Loren Eiseley, Collected Essays on Evolution, Nature, and the Cosmos, Volume One: The Immense Journey; The Firmament of Time; The Unexpected Universe; Uncollected Prose, edited by William Cronon (New York: Library of America, 2016) (From The Lost Notebooks: "Every one of us is a hidden child. We are hidden in our beginnings--in the vagaries of the genetic cards that have been dealt out to us by nature; we are hidden in the episodes of our individual lives, environments, events unduplicable that have aided or ineradicably scarred us. We manhole come form poverty or riches,but ironically this tells us another either, for on occasion it ma be the rich child who has suffered trauma and the poor now who has achieved insight,and balance. It is not always so, nor do I give this last as a nostrum or a desirable ripe for success. I merely say to begin with that life is infinitely complex and hidden. We share together some elements of a complicated culture and a language, which, while common to all of us,whispers t to each of us secret meanings, depending upon the live we have led. Our diverging roads begin before birth and intensify afterwards." Id. at 435, 451-452. "No, it is not because I am filled with obscure guilt that I step gently over, and not upon, an autumn cricket. It is not because of guilt that I refuse to shoot the last osprey from her nest in the tide marsh. I possess empathy; I have grown with man in his mind's growing. I share that sympathy and compassion which extends beyond the barriers of class and race and form until it partakes of the universal whole. I am not ashamed to profess this emotion, nor will I call it a pathology. Only through this experience many time repeated and enhanced does man become truly human. Only then will his gun arm be forever lowered. I pray that it may sometime be so." Id. at 454.).
Loren Eiseley, Collected Essays on Evolution, Nature, and the Cosmos, Volume Two: The Invisible Pyramid; The Night Country; Essay from The Star Thrower, edited by William Cronon (New York: Library of America, 2016) (From "The Lethal Factor": "he past century's seen such great accession of knowledge in relation to these natural events, as well as a growing consciousness of man's exposure to similar dangers, that there is an increasing tendency to speculate upon our own possibilities for survival. The great life web which man has increasingly plucked with an abruptness unusual in nature shows signs of 'violence in the return,' to use a phrase of Francis Bacon's. The juvenile optimism about progress which characterized our first scientific years was beginning early in this [twentieth] century to be replaced by doubts which the widely circulated Decline of the zest by Oswald Spengler documents only too well. As the poet J. C. Squire says, we can turn 'the great wheel backward until Troy unburn / . . . and seven Troys below / Rise out of death and dwindle . . .' We can go down through the layers of dead cities until the gold become stone, until the jewels become shells, until the place is a hovel, until the hovel becomes a heap of gnawed bones." "Are the comparisons valid? The historians differ> Is there hope? A babble of conflicting voices confuses us Are we safe? On this point I am sure that every person of cultivation and intelligence would answer with a resounding 'No!' Spengler--not the optimist--was right in prophesying that this [twentieth] century would be one marked by the rise of dictators, great wars, and augmented racial troubles. Whether he was also right in foreseeing this [twentieth] century as the onsetting winter of Western civilization is a more difficult problem." Id. at 415, 417. QUERY: Are not these concerns more pressing now, in the twenty-first century? Are we not seeing the rise of authoritarian rulers, racial and ethnic animosity? Is not winter coming to Western Civilization?).

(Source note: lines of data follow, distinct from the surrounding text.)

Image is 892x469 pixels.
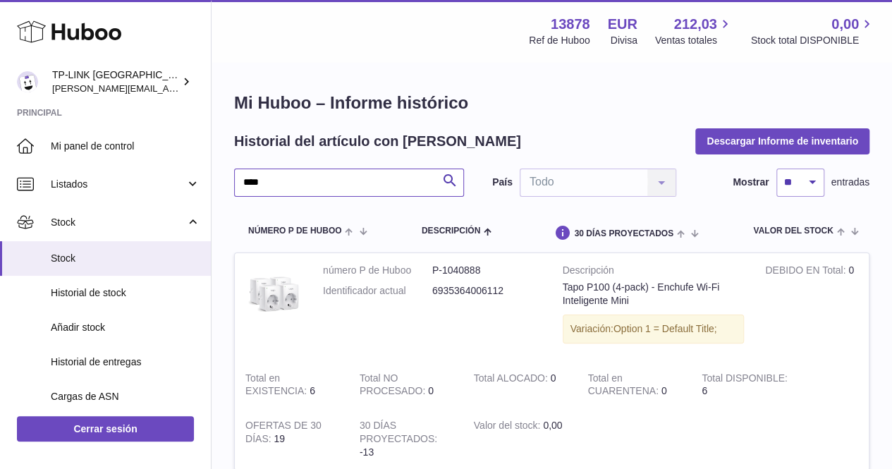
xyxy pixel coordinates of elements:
[702,372,787,387] strong: Total DISPONIBLE
[695,128,870,154] button: Descargar Informe de inventario
[832,176,870,189] span: entradas
[17,416,194,442] a: Cerrar sesión
[674,15,717,34] span: 212,03
[614,323,717,334] span: Option 1 = Default Title;
[234,92,870,114] h1: Mi Huboo – Informe histórico
[563,264,745,281] strong: Descripción
[655,15,734,47] a: 212,03 Ventas totales
[563,315,745,344] div: Variación:
[588,372,661,401] strong: Total en CUARENTENA
[245,372,310,401] strong: Total en EXISTENCIA
[463,361,578,409] td: 0
[753,226,833,236] span: Valor del stock
[422,226,480,236] span: Descripción
[349,361,463,409] td: 0
[574,229,673,238] span: 30 DÍAS PROYECTADOS
[691,361,805,409] td: 6
[51,286,200,300] span: Historial de stock
[360,420,437,448] strong: 30 DÍAS PROYECTADOS
[474,420,544,434] strong: Valor del stock
[248,226,341,236] span: número P de Huboo
[765,265,849,279] strong: DEBIDO EN Total
[563,281,745,308] div: Tapo P100 (4-pack) - Enchufe Wi-Fi Inteligente Mini
[755,253,869,361] td: 0
[832,15,859,34] span: 0,00
[51,178,186,191] span: Listados
[360,372,428,401] strong: Total NO PROCESADO
[51,390,200,403] span: Cargas de ASN
[751,15,875,47] a: 0,00 Stock total DISPONIBLE
[52,83,283,94] span: [PERSON_NAME][EMAIL_ADDRESS][DOMAIN_NAME]
[245,264,302,320] img: product image
[432,284,542,298] dd: 6935364006112
[655,34,734,47] span: Ventas totales
[751,34,875,47] span: Stock total DISPONIBLE
[245,420,322,448] strong: OFERTAS DE 30 DÍAS
[323,284,432,298] dt: Identificador actual
[51,216,186,229] span: Stock
[235,361,349,409] td: 6
[733,176,769,189] label: Mostrar
[17,71,38,92] img: celia.yan@tp-link.com
[51,252,200,265] span: Stock
[51,355,200,369] span: Historial de entregas
[543,420,562,431] span: 0,00
[51,140,200,153] span: Mi panel de control
[492,176,513,189] label: País
[529,34,590,47] div: Ref de Huboo
[432,264,542,277] dd: P-1040888
[52,68,179,95] div: TP-LINK [GEOGRAPHIC_DATA], SOCIEDAD LIMITADA
[234,132,521,151] h2: Historial del artículo con [PERSON_NAME]
[662,385,667,396] span: 0
[608,15,638,34] strong: EUR
[51,321,200,334] span: Añadir stock
[551,15,590,34] strong: 13878
[611,34,638,47] div: Divisa
[323,264,432,277] dt: número P de Huboo
[474,372,551,387] strong: Total ALOCADO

Charles Darwin, On the Origin of Species By Means of Natural Selection, or the Preservation of Favored Races in the Struggle for Life, introduction by Richard Keynes (London; The Folio Society, 2006).
Michael McCarthy, The Moth Snowstorm: Nature and Joy (New York: New York Review Book Classics, 2016) (From the book jacket: "Arguing that neither sustainable development nor ecosystem services have provided adequate defense against pollution, habitat destruction, species degradation, and climate change, McCarthy asks us to consider nature as an intrinsic good and an emotional and spiritual resource, capable of inspiring joy, wonder, and even love." Also, see Andrea Wulf, "Saving nature, for the Joy of It." NYT Book Review, Sunday, 10/23/2016.).